Renna, and then Kiel, urged Maia to stretch out where a half-dozen other women lay together like swaddled cord-wood, all facing the same way for lack of room to turn. Not that discomfort kept any of them awake. In Thalia’s words, these weren’t pampered clonelings, to be irked by a mattress-covered pea. Their synchronized
“No, thanks,” Maia told her friends. “I couldn’t sleep. Not now. Not yet.”
Kiel only nodded, settling into a niche near the brake box to doze sitting up. Renna, too, reached his limit. After badgering the poor, confused engineer with questions for just half an hour, he uncharacteristically let that suffice, and collapsed onto the blankets that had been thrown for his benefit over the widest space—a deck plate covering the thrumming engine gearbox. Its lullaby soon had him snoring with the best of them.
Maia unbuckled her sextant and sighted a few familiar stars. Although fatigue and the car’s vibration made it a rough fix, she was able to verify they were heading in the right direction. That didn’t entirely preclude the possibility of treachery—
Maia wasn’t the only insomniac keeping the engineer silent company. Baltha stood watch by the portside window, caressing her crowbar like a short-style trepp bill, as if eager to have just one whack at an enemy before making good their escape. Once, the rugged woman exchanged a long, enigmatic look with Maia. For the most part, each kept territorially to her own pane of cool glass, Baltha peering ahead and sniffing for danger, while Maia pretended to do her part, keeping lookout on the starboard side.
Not that bare eyes would do much good in the dark.
Moon-glint reflections off the arrow-straight rails diffracted hypnotically past her heavy, drooping eyelids. Maia let them close—
Fey certainty struck Maia. Something lay ahead, just out of sight. Premonition manifested as a vivid, prescient image, of this hurtling engine bound unalterably toward collision with a towering pile of rocks, recently lain across the tracks by a grinning Tizbe Beller.
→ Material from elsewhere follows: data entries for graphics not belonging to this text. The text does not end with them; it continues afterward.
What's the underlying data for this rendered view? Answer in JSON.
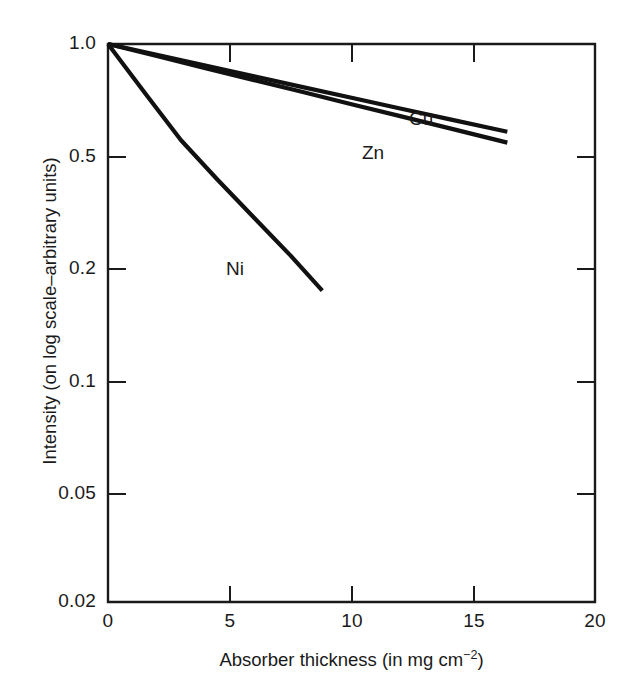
{
  "figure": {
    "background_color": "#ffffff",
    "ink_color": "#111111"
  },
  "chart_data": {
    "type": "line",
    "title": "",
    "subtitle": "",
    "xlabel_parts": {
      "main": "Absorber thickness (in mg cm",
      "exponent": "−2",
      "tail": ")"
    },
    "xlabel": "Absorber thickness (in mg cm-2)",
    "ylabel": "Intensity (on log scale–arbitrary units)",
    "yscale": "log",
    "grid": false,
    "legend_position": "inline-annotations",
    "xlim": [
      0,
      20
    ],
    "ylim": [
      0.02,
      1.0
    ],
    "xticks": [
      0,
      5,
      10,
      15,
      20
    ],
    "xticklabels": [
      "0",
      "5",
      "10",
      "15",
      "20"
    ],
    "yticks": [
      1.0,
      0.5,
      0.2,
      0.1,
      0.05,
      0.02
    ],
    "yticklabels": [
      "1.0",
      "0.5",
      "0.2",
      "0.1",
      "0.05",
      "0.02"
    ],
    "series": [
      {
        "name": "Cu",
        "label": "Cu",
        "x": [
          0.0,
          2.0,
          4.0,
          6.0,
          8.0,
          10.0,
          12.0,
          14.0,
          16.4
        ],
        "y": [
          1.0,
          0.935,
          0.875,
          0.818,
          0.765,
          0.716,
          0.67,
          0.627,
          0.58
        ]
      },
      {
        "name": "Zn",
        "label": "Zn",
        "x": [
          0.0,
          2.0,
          4.0,
          6.0,
          8.0,
          10.0,
          12.0,
          14.0,
          16.4
        ],
        "y": [
          1.0,
          0.928,
          0.861,
          0.799,
          0.742,
          0.688,
          0.639,
          0.593,
          0.542
        ]
      },
      {
        "name": "Ni",
        "label": "Ni",
        "x": [
          0.0,
          1.5,
          3.0,
          4.5,
          6.0,
          7.5,
          8.8
        ],
        "y": [
          1.0,
          0.74,
          0.55,
          0.41,
          0.3,
          0.22,
          0.173
        ]
      }
    ],
    "annotations": [
      {
        "text": "Cu",
        "x": 12.6,
        "y": 0.718
      },
      {
        "text": "Zn",
        "x": 10.5,
        "y": 0.555
      },
      {
        "text": "Ni",
        "x": 3.6,
        "y": 0.352
      }
    ]
  }
}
Maia moaned, unable to move or waken. The phantom barricade loomed, graphic and frightening. Then, moments before impact, the stones making up the wall transformed. In a stretched instant, they metamorphosed into glistening
In her dream, Maia felt no relief to have them go. Rather, waves of desolate loneliness hit her, like a pang.
Morning broke while Maia slept, curled in a blanket that steamed when struck by the newly risen sun. Renna gently shook her shoulder, and put a hot cup of tcha between her hands. Squinting at his open, unguarded face, Maia smiled gratefully.
“I think we’re going to make it!” the man commented with a tense confidence Maia found endearing. She would have been hurt if he said it to humor her. But rather, it felt as if she were the adult, charmed and indulgently warmed by his naive optimism. Maia had no idea how old Renna was, but she doubted the man would ever outgrow his sunny, mad enthusiasm for new things.
Breakfast consisted of millet meal and brown sugar, mixed with hot water from the engine’s auxiliary boiler. The fugitive train did not stop, or even slow, while they ate. Grasslands dotted with grazing herds swept by. Now and then, an unknowing cowhand lifted her arm to wave at the passing locomotive.
Between checks on her instruments, the Musseli driver told Maia and the others what she had heard yesterday, before coming to the rendezvous. There had indeed been fighting at the prison-sanctuary, the same night Maia and Renna saw aircraft cross the sky. Planetary Authority agents, using surprise to redress their small numbers, landed on the stony tower, seizing the erstwhile jail.
The next day, local militias had been called up throughout Long Valley. Matriarchs of the senior farming clans vowed “to defend local sovereignty and our sacred rights against meddling by federal authorities…” Accusations flew in both directions while neither side mentioned anything at all about the Visitor from the stars. In practical terms, there could still be plenty of trouble for the fugitive band, and no likelihood of more help from Caria City forces until they reached the sea.
To make matters worse, the population of the valley grew denser as they neared the coastal range. The locomotive streaked past hamlets and sleepy farming towns, then larger commercial centers and clusters of light manufacturing. Several times they had to slow to gingerly maneuver by heavy-laden hopper cars filled with wheat or yellow corn.
More often, the path seemed to open up like magic before them. At towns, they were nearly always waved on by stationmistresses who, Maia realized, must be part of the conspiracy. Bit by bit, the scope of this enterprise seemed to grow.
Maia pondered how, once again, she was probably missing the big picture.
Small surprise there. One advantage of a Lamatian education was that she and her sister hadn’t been raised to expect fairness from the world.